(Source records)
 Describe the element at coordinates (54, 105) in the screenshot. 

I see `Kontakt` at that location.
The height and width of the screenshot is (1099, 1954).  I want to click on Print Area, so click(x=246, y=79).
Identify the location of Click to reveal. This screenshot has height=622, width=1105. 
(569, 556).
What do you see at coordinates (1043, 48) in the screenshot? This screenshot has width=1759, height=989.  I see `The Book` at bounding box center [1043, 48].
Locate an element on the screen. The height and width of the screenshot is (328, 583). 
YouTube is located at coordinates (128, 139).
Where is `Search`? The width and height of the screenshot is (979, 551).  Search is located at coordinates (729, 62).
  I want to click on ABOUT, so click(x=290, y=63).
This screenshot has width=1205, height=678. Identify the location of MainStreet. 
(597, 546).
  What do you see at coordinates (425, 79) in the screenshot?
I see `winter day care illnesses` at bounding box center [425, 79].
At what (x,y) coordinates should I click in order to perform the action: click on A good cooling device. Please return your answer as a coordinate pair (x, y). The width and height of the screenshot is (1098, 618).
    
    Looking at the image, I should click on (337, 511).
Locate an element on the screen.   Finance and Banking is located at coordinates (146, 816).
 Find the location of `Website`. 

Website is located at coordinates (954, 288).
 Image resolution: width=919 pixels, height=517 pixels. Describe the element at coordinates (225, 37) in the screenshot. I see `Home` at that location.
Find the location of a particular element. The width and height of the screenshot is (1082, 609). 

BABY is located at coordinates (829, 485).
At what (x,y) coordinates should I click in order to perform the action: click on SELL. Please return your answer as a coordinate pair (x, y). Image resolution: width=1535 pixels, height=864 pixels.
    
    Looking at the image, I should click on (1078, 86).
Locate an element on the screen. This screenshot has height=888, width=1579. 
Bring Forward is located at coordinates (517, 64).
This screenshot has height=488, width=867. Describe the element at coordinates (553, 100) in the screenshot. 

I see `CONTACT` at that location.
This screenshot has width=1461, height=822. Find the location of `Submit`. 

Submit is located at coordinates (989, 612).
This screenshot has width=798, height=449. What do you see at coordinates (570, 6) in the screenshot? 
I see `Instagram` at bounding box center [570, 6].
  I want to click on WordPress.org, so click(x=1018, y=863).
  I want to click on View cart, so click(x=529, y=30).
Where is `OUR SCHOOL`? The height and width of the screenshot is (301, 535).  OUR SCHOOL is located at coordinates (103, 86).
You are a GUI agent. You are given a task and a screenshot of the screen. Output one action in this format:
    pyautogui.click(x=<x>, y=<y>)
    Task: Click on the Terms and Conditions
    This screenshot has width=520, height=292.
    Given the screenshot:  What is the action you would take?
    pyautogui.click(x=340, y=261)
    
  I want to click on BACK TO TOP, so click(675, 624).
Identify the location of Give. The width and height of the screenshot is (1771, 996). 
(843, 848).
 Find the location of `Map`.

## WORK ITEM
Start with the line above that contains "Locate an element on the screen. This" and end with the line that contains "You are a GUI". Write out those lines exactly, and only those.

## SOLUTION FOR THIS EXERCISE
Locate an element on the screen. This screenshot has height=888, width=1579. 
Bring Forward is located at coordinates (517, 64).
This screenshot has height=488, width=867. Describe the element at coordinates (553, 100) in the screenshot. 

I see `CONTACT` at that location.
This screenshot has width=1461, height=822. Find the location of `Submit`. 

Submit is located at coordinates (989, 612).
This screenshot has width=798, height=449. What do you see at coordinates (570, 6) in the screenshot? 
I see `Instagram` at bounding box center [570, 6].
  I want to click on WordPress.org, so click(x=1018, y=863).
  I want to click on View cart, so click(x=529, y=30).
Where is `OUR SCHOOL`? The height and width of the screenshot is (301, 535).  OUR SCHOOL is located at coordinates (103, 86).
You are a GUI agent. You are given a task and a screenshot of the screen. Output one action in this format:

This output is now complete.